Martha looked relieved. “I thought we were finished, Veronica.”

“I thought we were done too but there’s a battle brewing between the members who think Nealy O’Hara was a misguided heroine and the ones who think she was nothing but a conniving little tramp. What are you two doing in here?”

“I was just thinking that a glass of wine might be nice,” Martha said. Her cheeks had turned rosy, so rosy that DeeDee was hit with an uncomfortable thought: surely Frank hadn’t been bopping her too? “Do you have any, Veronica?”

“Sure. I could open a few bottles but it might spoil what DeeDee has planned for dessert.”

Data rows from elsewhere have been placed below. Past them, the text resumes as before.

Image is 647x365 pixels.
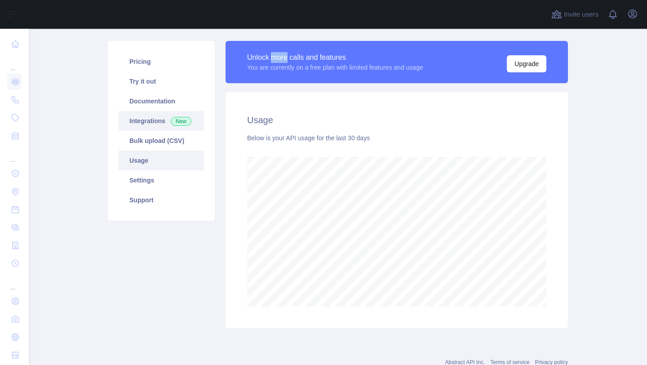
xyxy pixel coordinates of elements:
div: ... [7,146,22,164]
a: Settings [119,170,204,190]
a: Pricing [119,52,204,71]
a: Documentation [119,91,204,111]
a: Integrations New [119,111,204,131]
a: Try it out [119,71,204,91]
div: You are currently on a free plan with limited features and usage [247,63,423,72]
button: Invite users [550,7,600,22]
h2: Usage [247,114,547,126]
div: ... [7,273,22,291]
button: Upgrade [507,55,547,72]
a: Bulk upload (CSV) [119,131,204,151]
span: New [171,117,191,126]
a: Support [119,190,204,210]
div: Unlock more calls and features [247,52,423,63]
span: Invite users [564,9,599,20]
a: Usage [119,151,204,170]
div: Below is your API usage for the last 30 days [247,133,547,142]
div: ... [7,54,22,72]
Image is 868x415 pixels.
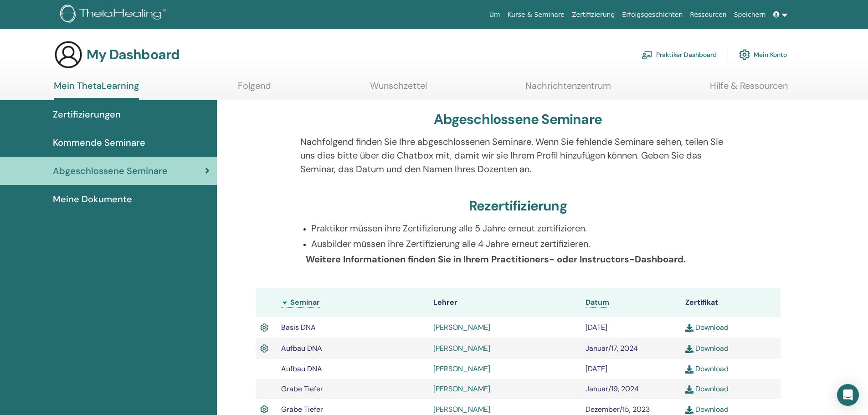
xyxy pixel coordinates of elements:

“You ladies go ahead. I brought along apple pie but I also have fresh fruit and a selection of cheeses that would go well with Merlot.”

“Yum,” Veronica said. “I think we hit the jackpot when we hired you, DeeDee.”

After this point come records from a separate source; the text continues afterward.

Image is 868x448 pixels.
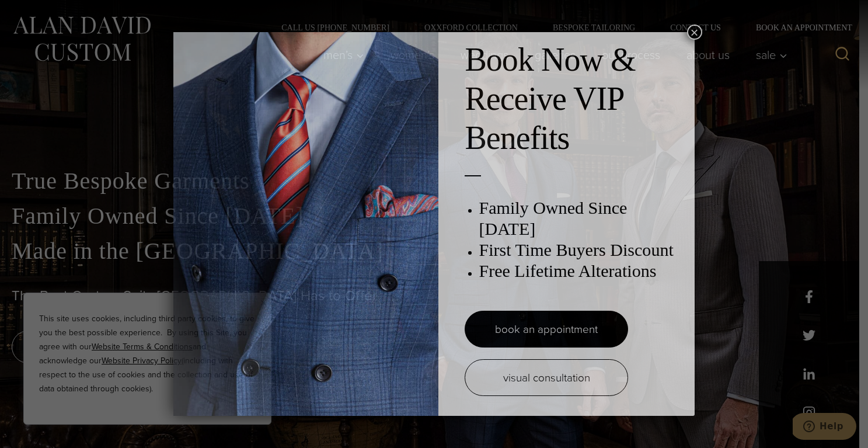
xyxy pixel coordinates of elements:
[465,311,628,347] a: book an appointment
[27,8,51,19] span: Help
[479,240,683,260] h3: First Time Buyers Discount
[479,260,683,282] h3: Free Lifetime Alterations
[479,198,683,240] h3: Family Owned Since [DATE]
[465,360,628,396] a: visual consultation
[465,41,683,158] h2: Book Now & Receive VIP Benefits
[687,24,702,40] button: Close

I smiled my thanks but as I looked from Veronica, who seemed sincere, to Martha, who seemed desperate for that glass of wine, to Sylvia, I noticed that Sylvia seemed suspicious. Of me.

“I don’t get it,” I said later that evening as Steve rubbed my aching feet. “Ooooh, don’t stop. That feels heavenly.”

“What don’t you get? Did you know you have a callus?”

“Yes, I know. It’s from the elliptical. I’m firming my thighs and wearing out my feet. I don’t get why Sylvia acted like I had been sleeping with her husband. That was how she looked at me—like I was lying about having just met him.”

“She was probably mad because that Martha woman didn’t say right away that Frank was the good and faithful hubby that his wife has apparently deluded herself into thinking that he was.” Steve started in on my left foot.

“I’m sure you’re right but why be mad at me? I told her that I’d only met Frank once but every time I went into the living room with food or to collect plates she was glaring at me. It was unnerving.”